Sunday, 21 October 2012

BBC made mistakes in Jimmy Savile scandal, says Greg Dyke - The Guardian

Greg Dyke, the former director general of the BBC, has said the corporation made mistakes in its handling of the Jimmy Savile affair, as the BBC prepares to broadcast a Panorama special examining why Newsnight dropped an investigation into Savile's history of child abuse.

The criticism came as the former Tory MP Edwina Currie was accused of giving Savile a job overseeing the running of Broadmoor hospital while she was health minister in the 1980s. The Sunday Telegraph claimed he was put in charge of a taskforce after a series of industrial disputes, despite having no professional qualifications in mental health.

Dyke, who ran the BBC between 2000 and 2004, said the corporation had failed to respond robustly to the rapidly developing crisis when it emerged that the Newsnight investigation had been dropped, shortly before the corporation was due to run two tribute programmes to the late broadcaster.

"I think the BBC made two early mistakes," Dyke said on the Andrew Marr Show on Sunday morning. "First of all, the first statements about this were not strong enough and were not saying: 'This is a really serious issue and needs to be examined.' It's not enough to say: 'We looked in our files.' So that was a mistake. But, you know, they happen.

"The second one was when they started saying that the Newsnight programme wasn't running for 'editorial reasons'. You needed to explain what they were. Why did the editor of Newsnight decide this wasn't a strong enough programme to be broadcast? Now I suspect he didn't think that the evidence was strong enough. But he, or someone, needed to say that. And nobody did."

Last week Scotland Yard announced it was launching a full-scale criminal inquiry into Savile's alleged sex ring. The Met police is looking at 400 separate lines of investigation and more than 200 potential victims.

Also on the Andrew Marr Show, the campaigner and broadcaster Esther Rantzen said she was not surprised by the number of people who had made statements to the police. She said: "Savile was a predatory paedophile. When I started to look at this subject back in 1986, when we launched ChildLine, I was told that a paedophile commits a thousand offences against one child if it's in his family or against a thousand different children. So I'm not a bit surprised at the numbers that have come forward."

Asked by Marr whether she had "any indication of what a monster Savile was", Rantzen said: "No, and that is my biggest regret. Because if a child had disclosed then people could have acted and if they didn't act then it's entirely reprehensible.

"What was swirling around was rumours, but no disclosure from a child – or indeed from an adult survivor that I know about – until after Savile's death. That is a big regret and it just underscores for me how difficult it is."

Currie told Sunday Telegraph reporters that she had a record of a meeting with Savile in Leeds in September 1988, the month a new taskforce was appointed to oversee Broadmoor. In the entry, she described his thoughts on Broadmoor as "intriguing".

Currie said she had noted that during the meeting Savile told her he suspected staff were inflating their salaries, and he threatened to pass the information to newspapers if the staff caused him any trouble. Savile also told her he had uncovered millions of pounds missing from budgets and poor use of the hospital's housing stock.

Evidence is emerging that former BBC colleagues of Savile knew there were claims he was a serial abuser of young boys at many locations, including on the corporation's premises. The Observer reported that a lawyer who specialises in sexual abuse cases is taking evidence from 12 people, both men and women, who claim to have been abused by the presenter.

Alan Collins, of Pannone solicitors, said he had spoken to several former colleagues of Savile, who said it was apparently well known within the BBC that the TV presenter was "interested" in young boys.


What you should do = Each line with the string "nnucleus" is to be copied from the records below.

Figure record extracts
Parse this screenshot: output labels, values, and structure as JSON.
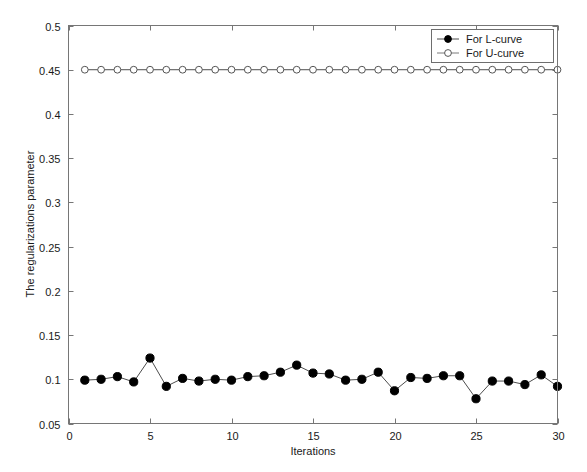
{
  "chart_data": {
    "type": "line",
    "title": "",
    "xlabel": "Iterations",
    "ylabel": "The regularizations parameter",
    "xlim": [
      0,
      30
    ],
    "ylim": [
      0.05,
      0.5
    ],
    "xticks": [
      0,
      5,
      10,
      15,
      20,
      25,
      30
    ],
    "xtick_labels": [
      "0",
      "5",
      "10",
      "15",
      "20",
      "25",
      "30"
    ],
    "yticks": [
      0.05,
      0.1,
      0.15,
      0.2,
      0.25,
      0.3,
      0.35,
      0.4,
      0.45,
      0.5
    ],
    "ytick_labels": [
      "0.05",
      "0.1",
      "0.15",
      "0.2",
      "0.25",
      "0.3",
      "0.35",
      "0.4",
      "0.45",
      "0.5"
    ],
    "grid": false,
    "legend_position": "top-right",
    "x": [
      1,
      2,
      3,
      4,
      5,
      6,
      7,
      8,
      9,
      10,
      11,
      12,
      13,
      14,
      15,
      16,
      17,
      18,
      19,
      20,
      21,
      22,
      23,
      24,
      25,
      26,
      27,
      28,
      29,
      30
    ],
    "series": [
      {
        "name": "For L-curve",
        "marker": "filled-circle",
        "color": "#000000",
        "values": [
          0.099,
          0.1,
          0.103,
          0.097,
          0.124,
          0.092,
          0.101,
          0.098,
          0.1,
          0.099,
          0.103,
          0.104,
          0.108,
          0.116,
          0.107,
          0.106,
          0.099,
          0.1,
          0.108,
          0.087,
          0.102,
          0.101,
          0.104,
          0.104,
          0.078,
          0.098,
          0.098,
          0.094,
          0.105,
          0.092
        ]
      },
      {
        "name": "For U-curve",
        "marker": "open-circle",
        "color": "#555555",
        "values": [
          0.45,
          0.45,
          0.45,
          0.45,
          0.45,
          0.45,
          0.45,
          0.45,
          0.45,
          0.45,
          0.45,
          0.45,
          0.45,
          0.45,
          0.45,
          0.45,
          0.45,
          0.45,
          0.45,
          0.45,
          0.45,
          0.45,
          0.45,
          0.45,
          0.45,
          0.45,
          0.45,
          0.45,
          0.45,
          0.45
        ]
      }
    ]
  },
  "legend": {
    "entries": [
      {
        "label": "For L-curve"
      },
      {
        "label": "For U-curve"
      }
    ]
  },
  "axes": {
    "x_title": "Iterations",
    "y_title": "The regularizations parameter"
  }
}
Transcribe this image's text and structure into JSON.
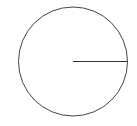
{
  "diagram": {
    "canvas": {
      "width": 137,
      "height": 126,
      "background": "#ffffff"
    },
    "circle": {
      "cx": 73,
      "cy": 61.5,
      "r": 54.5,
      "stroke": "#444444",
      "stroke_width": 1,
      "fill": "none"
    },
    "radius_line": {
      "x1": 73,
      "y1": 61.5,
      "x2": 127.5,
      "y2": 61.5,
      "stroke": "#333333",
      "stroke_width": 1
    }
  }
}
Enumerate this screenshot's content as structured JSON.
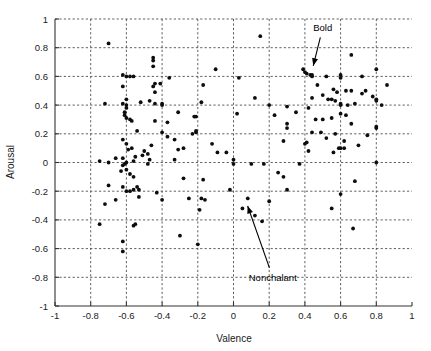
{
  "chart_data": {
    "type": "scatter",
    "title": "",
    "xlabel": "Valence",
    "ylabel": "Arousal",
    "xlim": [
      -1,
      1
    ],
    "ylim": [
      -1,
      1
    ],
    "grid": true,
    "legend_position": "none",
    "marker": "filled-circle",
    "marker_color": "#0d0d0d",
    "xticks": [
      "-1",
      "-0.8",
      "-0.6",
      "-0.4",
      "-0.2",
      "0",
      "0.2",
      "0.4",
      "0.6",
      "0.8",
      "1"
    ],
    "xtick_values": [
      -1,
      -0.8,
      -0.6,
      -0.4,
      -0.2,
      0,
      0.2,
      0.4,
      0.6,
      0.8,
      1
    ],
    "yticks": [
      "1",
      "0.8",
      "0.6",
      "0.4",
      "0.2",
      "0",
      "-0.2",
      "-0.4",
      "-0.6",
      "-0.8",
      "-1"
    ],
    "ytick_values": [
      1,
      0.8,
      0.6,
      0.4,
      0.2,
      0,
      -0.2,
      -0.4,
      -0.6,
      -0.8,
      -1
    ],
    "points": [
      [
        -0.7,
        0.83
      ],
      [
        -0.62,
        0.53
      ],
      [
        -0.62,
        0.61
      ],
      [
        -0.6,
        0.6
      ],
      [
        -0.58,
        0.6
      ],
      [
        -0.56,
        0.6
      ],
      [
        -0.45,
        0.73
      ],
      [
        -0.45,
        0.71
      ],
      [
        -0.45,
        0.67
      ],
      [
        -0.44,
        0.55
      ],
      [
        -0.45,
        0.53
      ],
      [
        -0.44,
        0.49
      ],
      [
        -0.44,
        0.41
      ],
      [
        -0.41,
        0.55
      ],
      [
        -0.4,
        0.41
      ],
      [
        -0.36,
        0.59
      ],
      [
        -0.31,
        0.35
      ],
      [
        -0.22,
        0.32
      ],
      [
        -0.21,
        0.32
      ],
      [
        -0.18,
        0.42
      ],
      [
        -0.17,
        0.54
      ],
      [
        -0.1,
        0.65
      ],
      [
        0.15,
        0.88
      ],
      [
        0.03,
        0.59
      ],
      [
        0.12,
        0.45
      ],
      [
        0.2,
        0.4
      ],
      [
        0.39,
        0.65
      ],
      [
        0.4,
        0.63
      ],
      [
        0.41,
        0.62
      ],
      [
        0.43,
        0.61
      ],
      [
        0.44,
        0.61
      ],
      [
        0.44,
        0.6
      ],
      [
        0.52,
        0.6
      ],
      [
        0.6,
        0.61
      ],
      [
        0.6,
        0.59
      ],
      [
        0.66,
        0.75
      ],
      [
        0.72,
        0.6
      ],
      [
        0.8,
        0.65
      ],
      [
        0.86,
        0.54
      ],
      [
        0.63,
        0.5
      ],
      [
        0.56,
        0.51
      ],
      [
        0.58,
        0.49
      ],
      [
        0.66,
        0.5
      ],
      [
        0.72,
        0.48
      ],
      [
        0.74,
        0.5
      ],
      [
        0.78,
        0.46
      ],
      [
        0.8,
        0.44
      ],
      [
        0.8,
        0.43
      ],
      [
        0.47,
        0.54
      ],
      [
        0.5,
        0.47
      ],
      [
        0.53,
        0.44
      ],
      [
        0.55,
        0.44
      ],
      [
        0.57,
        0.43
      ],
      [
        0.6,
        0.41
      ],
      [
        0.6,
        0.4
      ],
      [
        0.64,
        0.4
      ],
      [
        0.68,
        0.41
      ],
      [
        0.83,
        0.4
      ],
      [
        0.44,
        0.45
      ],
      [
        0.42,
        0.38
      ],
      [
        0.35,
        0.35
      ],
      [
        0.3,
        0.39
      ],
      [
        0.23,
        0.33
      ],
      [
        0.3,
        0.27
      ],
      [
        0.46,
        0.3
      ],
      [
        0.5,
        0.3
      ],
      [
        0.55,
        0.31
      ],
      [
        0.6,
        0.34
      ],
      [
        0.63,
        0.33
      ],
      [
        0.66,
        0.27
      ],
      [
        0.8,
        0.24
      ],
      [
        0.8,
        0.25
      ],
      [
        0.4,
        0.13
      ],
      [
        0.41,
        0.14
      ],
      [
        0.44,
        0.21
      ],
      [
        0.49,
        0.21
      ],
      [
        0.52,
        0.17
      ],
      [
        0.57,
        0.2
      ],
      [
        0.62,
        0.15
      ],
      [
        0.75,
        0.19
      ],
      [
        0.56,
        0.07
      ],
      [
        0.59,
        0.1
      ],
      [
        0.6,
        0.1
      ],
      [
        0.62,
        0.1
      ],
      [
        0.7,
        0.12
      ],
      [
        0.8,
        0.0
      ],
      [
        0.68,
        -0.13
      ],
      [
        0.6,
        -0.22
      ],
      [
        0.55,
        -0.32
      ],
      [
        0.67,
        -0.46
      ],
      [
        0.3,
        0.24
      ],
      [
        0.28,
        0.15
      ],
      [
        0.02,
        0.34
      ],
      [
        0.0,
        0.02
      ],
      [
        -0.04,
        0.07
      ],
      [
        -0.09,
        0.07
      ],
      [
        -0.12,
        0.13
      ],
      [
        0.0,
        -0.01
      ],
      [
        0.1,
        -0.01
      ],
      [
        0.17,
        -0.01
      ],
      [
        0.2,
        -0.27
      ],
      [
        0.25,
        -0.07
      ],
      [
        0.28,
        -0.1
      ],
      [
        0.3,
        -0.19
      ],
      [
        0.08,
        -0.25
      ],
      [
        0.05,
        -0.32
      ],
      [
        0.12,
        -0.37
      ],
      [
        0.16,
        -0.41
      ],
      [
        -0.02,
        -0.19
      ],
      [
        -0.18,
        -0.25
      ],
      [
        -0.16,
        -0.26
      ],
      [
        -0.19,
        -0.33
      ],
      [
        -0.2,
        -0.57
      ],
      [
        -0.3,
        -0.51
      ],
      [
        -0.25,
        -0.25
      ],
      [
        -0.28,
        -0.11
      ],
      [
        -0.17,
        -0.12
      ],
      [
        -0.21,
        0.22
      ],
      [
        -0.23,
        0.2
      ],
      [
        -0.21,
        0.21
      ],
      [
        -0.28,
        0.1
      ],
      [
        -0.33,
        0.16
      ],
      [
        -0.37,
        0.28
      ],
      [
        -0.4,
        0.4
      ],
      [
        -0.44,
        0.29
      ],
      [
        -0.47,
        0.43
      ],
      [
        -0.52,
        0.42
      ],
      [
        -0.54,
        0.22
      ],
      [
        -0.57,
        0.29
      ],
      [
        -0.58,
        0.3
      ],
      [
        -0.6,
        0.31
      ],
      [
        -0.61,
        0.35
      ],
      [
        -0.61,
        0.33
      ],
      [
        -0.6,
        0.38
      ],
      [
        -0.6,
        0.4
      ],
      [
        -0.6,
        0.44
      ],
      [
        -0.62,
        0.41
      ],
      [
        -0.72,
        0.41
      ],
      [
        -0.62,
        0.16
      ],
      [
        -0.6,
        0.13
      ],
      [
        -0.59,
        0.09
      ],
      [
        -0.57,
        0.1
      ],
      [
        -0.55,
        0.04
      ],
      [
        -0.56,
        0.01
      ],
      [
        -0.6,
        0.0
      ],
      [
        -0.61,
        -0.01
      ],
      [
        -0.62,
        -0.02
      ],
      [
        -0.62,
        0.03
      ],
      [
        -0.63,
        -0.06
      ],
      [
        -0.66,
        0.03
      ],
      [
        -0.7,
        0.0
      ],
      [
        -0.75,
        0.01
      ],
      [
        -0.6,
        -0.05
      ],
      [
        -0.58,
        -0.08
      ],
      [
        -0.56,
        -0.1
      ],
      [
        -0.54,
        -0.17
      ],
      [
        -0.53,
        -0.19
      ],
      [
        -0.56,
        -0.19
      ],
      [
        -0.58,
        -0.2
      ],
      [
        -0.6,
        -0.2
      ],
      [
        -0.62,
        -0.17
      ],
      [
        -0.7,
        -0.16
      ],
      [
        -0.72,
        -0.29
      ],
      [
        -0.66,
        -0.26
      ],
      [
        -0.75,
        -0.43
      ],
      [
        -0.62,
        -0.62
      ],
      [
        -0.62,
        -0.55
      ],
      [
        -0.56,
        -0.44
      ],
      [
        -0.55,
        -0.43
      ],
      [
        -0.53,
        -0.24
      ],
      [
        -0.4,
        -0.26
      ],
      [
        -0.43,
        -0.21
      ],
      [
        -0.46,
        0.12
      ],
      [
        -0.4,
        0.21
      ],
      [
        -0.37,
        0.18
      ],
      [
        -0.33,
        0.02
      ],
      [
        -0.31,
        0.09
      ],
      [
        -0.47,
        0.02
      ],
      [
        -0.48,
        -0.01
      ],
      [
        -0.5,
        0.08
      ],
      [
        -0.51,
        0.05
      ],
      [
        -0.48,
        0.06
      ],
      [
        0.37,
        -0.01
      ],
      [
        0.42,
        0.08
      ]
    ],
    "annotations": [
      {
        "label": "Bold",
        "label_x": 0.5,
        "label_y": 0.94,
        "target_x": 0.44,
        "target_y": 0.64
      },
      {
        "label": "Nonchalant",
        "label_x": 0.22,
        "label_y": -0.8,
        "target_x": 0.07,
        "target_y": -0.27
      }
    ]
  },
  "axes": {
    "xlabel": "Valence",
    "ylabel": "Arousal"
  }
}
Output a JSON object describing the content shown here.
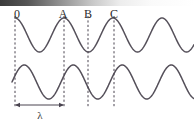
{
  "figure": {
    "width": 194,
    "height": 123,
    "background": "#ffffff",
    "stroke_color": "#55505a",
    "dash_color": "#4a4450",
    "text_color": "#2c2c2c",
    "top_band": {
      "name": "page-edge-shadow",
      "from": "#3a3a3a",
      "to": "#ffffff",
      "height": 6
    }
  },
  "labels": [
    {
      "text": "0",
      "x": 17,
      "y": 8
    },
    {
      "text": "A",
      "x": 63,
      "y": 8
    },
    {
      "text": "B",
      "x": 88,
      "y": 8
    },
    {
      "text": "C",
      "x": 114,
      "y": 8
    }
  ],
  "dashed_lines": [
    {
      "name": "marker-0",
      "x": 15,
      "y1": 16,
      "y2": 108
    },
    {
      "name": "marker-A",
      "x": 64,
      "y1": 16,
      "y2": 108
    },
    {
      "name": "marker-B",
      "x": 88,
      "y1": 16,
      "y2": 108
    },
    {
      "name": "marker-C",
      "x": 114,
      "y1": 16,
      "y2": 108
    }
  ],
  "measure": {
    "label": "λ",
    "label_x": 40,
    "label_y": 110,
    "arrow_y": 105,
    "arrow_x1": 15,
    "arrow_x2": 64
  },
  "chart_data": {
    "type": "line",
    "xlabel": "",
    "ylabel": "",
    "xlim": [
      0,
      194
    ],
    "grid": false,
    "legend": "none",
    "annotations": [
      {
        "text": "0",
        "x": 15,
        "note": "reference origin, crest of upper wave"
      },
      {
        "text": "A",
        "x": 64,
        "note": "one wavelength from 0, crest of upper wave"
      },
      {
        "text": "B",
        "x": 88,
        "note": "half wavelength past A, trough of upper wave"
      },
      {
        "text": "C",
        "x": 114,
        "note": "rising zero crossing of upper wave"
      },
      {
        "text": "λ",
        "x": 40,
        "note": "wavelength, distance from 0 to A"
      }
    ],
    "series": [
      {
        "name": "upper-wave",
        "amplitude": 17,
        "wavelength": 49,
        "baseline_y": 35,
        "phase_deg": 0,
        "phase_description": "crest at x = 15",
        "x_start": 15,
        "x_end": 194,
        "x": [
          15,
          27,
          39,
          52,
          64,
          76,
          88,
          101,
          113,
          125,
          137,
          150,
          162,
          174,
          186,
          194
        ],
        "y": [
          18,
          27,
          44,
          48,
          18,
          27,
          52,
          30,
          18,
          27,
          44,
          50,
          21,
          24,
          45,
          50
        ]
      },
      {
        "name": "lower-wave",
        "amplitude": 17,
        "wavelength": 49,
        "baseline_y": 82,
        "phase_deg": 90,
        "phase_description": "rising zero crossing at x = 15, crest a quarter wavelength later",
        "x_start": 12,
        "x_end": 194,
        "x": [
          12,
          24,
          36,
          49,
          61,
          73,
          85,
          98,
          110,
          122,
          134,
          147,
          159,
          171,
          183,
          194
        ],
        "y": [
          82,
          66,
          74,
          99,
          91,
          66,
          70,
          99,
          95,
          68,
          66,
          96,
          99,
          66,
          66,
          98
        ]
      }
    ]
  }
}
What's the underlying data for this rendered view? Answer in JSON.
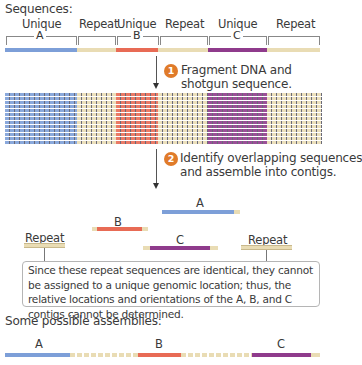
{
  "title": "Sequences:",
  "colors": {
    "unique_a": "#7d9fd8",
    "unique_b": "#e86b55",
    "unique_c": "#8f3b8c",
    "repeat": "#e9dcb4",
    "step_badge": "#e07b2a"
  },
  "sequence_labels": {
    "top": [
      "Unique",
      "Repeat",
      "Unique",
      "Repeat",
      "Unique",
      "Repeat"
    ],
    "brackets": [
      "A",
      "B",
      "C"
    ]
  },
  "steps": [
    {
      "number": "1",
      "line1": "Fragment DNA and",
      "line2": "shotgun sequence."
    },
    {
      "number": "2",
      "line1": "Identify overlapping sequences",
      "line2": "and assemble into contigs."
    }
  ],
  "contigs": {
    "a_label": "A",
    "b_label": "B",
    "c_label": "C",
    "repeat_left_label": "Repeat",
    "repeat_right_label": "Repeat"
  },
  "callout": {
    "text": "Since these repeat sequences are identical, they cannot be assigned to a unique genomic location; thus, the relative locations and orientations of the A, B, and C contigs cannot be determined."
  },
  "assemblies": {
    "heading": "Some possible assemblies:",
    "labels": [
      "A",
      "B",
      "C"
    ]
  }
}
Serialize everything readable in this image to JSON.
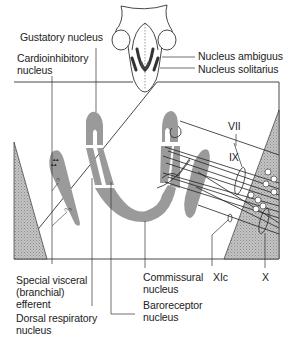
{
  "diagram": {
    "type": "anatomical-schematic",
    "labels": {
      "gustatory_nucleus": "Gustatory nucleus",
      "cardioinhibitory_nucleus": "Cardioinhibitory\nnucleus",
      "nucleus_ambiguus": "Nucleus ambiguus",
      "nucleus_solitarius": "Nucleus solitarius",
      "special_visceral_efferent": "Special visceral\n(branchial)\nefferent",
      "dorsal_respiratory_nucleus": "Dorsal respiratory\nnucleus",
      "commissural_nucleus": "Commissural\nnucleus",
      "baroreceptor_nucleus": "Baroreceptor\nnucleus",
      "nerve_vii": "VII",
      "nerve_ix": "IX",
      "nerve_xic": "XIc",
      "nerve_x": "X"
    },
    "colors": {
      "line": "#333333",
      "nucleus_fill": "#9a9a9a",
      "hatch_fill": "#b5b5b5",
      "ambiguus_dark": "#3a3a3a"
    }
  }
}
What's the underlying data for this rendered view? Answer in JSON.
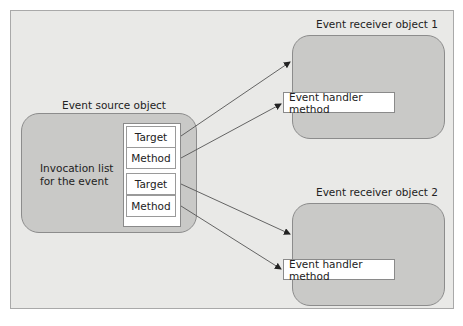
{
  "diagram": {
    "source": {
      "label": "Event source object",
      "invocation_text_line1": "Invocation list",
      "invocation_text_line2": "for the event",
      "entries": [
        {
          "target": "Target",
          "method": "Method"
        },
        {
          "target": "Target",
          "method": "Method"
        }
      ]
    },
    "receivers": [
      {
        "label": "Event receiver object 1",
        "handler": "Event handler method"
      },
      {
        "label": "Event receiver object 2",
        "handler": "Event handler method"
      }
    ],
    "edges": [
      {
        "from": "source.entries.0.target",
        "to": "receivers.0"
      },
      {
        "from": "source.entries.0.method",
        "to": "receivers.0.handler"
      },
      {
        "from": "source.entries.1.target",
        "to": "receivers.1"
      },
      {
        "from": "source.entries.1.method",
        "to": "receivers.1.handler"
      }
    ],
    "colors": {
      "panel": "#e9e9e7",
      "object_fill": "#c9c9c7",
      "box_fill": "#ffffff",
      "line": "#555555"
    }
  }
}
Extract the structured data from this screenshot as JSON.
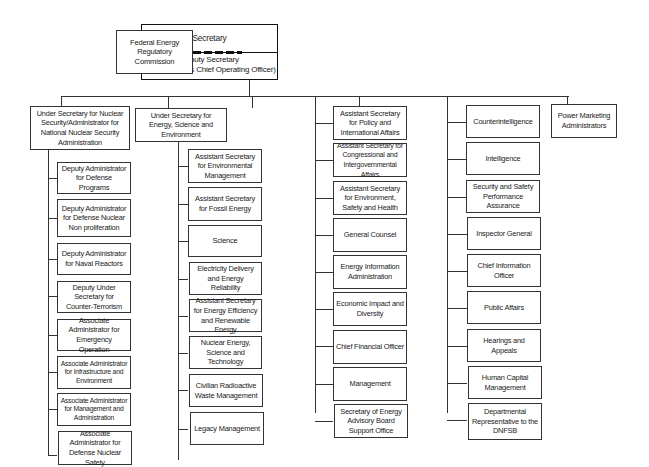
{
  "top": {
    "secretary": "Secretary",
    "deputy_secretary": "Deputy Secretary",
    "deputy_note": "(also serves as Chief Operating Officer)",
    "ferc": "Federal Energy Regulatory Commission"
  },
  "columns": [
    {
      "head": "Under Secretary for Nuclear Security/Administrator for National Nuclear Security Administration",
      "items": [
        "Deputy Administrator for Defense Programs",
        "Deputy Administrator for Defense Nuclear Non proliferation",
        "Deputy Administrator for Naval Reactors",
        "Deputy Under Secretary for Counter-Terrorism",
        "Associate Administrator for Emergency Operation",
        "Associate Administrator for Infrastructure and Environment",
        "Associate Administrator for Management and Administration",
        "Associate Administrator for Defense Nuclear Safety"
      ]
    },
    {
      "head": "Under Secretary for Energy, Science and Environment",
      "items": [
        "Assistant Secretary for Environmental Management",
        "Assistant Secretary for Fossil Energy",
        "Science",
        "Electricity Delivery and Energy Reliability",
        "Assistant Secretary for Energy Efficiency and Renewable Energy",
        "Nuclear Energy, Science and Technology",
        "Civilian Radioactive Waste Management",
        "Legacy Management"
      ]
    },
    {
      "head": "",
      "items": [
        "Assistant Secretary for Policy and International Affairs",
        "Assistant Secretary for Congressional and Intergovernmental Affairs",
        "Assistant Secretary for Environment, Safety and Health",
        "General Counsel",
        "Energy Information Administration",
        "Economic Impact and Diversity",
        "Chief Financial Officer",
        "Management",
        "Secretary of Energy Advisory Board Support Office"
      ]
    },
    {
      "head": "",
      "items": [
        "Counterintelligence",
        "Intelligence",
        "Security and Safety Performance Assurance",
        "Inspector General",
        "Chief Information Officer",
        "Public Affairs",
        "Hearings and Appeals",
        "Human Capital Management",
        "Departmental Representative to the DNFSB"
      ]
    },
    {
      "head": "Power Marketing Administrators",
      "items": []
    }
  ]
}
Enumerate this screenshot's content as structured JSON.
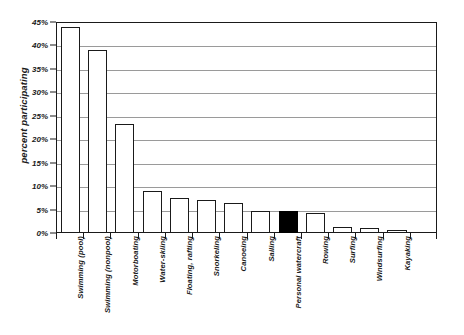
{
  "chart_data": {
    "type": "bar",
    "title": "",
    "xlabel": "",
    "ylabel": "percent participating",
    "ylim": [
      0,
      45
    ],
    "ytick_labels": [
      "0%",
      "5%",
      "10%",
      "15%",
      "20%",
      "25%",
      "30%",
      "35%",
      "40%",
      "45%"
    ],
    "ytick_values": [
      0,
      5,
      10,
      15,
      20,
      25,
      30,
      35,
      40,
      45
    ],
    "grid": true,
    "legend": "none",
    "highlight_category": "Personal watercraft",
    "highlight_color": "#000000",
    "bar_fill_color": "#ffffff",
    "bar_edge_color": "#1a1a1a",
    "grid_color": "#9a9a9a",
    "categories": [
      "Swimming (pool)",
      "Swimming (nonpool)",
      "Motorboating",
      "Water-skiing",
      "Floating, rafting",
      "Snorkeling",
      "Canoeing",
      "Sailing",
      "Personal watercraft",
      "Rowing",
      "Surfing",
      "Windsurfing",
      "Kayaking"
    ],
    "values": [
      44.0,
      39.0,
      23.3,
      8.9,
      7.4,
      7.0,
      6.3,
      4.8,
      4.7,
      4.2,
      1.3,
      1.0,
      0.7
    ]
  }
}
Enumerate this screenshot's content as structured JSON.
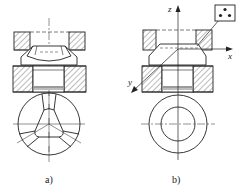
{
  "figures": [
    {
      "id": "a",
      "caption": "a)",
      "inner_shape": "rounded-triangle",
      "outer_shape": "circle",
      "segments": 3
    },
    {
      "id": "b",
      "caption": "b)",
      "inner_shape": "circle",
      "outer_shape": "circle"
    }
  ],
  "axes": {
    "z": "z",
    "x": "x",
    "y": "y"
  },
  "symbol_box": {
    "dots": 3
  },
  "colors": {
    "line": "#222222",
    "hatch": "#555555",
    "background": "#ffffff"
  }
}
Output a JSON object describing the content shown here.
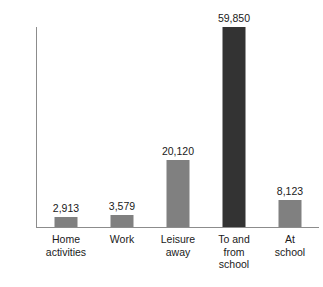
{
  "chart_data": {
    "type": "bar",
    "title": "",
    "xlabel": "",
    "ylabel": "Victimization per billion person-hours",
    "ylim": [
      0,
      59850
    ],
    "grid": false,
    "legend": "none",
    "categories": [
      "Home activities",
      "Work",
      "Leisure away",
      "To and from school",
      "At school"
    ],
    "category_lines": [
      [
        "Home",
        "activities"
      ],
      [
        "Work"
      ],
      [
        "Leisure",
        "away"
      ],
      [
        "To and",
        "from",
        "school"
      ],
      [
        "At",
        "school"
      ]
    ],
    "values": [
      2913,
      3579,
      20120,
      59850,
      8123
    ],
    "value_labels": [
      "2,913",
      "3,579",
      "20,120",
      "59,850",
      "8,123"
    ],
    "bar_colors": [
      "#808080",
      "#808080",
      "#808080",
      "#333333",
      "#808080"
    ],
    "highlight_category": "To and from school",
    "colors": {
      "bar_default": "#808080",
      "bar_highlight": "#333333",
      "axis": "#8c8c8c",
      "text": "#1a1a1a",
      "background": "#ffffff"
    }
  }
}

Response to this exercise =
      "cardioinhibitory_nucleus": "Cardioinhibitory\nnucleus",
      "dorsal_respiratory_nucleus": "Dorsal respiratory\nnucleus",
      "commissural_nucleus": "Commissural\nnucleus",
      "baroreceptor_nucleus": "Baroreceptor\nnucleus",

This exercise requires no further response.